September 10, 2009

2 St. John’s alumni to be honored for public service

September 10, 2009

2 St. John’s alumni to be honored for public service
Men will receive the first Eugene McCarthy Public Service Award

St. Cloud Times staff report

COLLEGEVILLE — St. John’s University will honor two alumni posthumously for their public service.

John Brandl and Gerald Christenson will receive the first Eugene McCarthy Distinguished Public Service Award during the third annual McCarthy Lecture and Dinner on Sept. 23.
Brandl served in the administration of President Lyndon Johnson in the 1960s, first as an analyst with the Defense Department and later as a deputy assistant secretary in the Department of Health, Education and Welfare. He later served 12 years in the Minnesota Legislature representing parts of south Minneapolis.

Brandl also was a regent at St. John’s from 1991-2000 and helped launch the Eugene J. McCarthy Center for Public Policy and Civic Engagement. He was a distinguished professor of public policy at St. John’s and the College of St. Benedict, and a professor and former dean of the Hubert H. Humphrey Institute of Public Affairs at the University of Minnesota.

Christenson, a native of Litchfield, helped design the Minnesota school funding system known as the “Minnesota Miracle” because it made the state responsible for most public education funding. He helped create a federal youth employment program during the 1960s and was chancellor of the Minnesota community college system.

He was also the first commissioner of the state’s Department of Finance, and instituted the revenue forecast.

Christenson was a chief of staff for Fourth District Congressman Joe Karth and a candidate for lieutenant governor in 1966.
Brandl died in 2008; Christenson in 2005.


**What the exercise asks**. Only the pictures should be dropped; copy the rest of the entries exactly.

Stored data entries:
__________________________________________________
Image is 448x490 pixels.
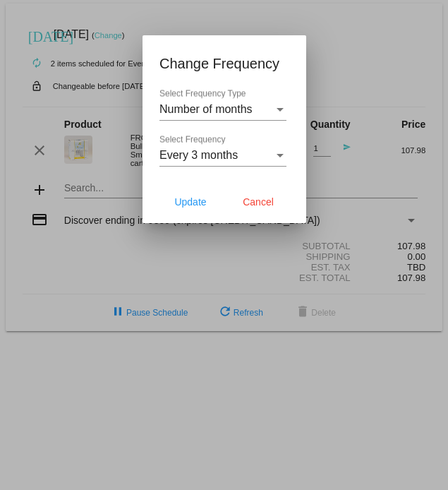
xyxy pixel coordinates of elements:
button: Cancel [227,189,289,214]
mat-select: Select Frequency [160,149,286,162]
span: Every 3 months [160,149,237,161]
h1: Change Frequency [160,52,289,75]
button: Update [160,189,221,214]
span: Cancel [242,196,273,207]
span: Update [175,196,206,207]
span: Number of months [160,103,252,115]
mat-select: Select Frequency Type [160,103,286,116]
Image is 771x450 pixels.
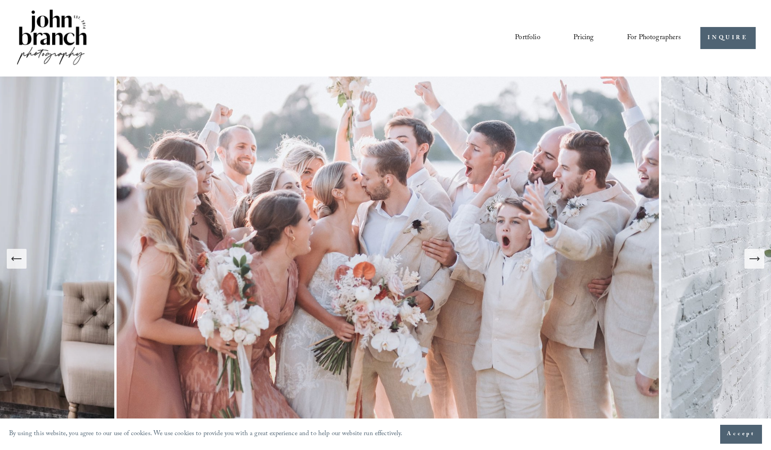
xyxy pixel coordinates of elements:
[720,425,762,444] button: Accept
[627,30,681,45] a: folder dropdown
[573,30,594,45] a: Pricing
[700,27,756,49] a: INQUIRE
[114,77,661,441] img: A wedding party celebrating outdoors, featuring a bride and groom kissing amidst cheering bridesm...
[9,428,403,441] p: By using this website, you agree to our use of cookies. We use cookies to provide you with a grea...
[744,249,764,269] button: Next Slide
[727,430,755,439] span: Accept
[627,31,681,45] span: For Photographers
[515,30,540,45] a: Portfolio
[7,249,27,269] button: Previous Slide
[15,8,88,68] img: John Branch IV Photography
__________________________________________________
**The answer**.
Image is 448x490 pixels.
xyxy pixel coordinates of elements:
button: Cancel [227,189,289,214]
mat-select: Select Frequency [160,149,286,162]
span: Every 3 months [160,149,237,161]
h1: Change Frequency [160,52,289,75]
button: Update [160,189,221,214]
span: Cancel [242,196,273,207]
span: Update [175,196,206,207]
span: Number of months [160,103,252,115]
mat-select: Select Frequency Type [160,103,286,116]
Image is 771x450 pixels.
xyxy pixel coordinates of elements:
[720,425,762,444] button: Accept
[627,30,681,45] a: folder dropdown
[573,30,594,45] a: Pricing
[700,27,756,49] a: INQUIRE
[114,77,661,441] img: A wedding party celebrating outdoors, featuring a bride and groom kissing amidst cheering bridesm...
[9,428,403,441] p: By using this website, you agree to our use of cookies. We use cookies to provide you with a grea...
[744,249,764,269] button: Next Slide
[727,430,755,439] span: Accept
[627,31,681,45] span: For Photographers
[515,30,540,45] a: Portfolio
[7,249,27,269] button: Previous Slide
[15,8,88,68] img: John Branch IV Photography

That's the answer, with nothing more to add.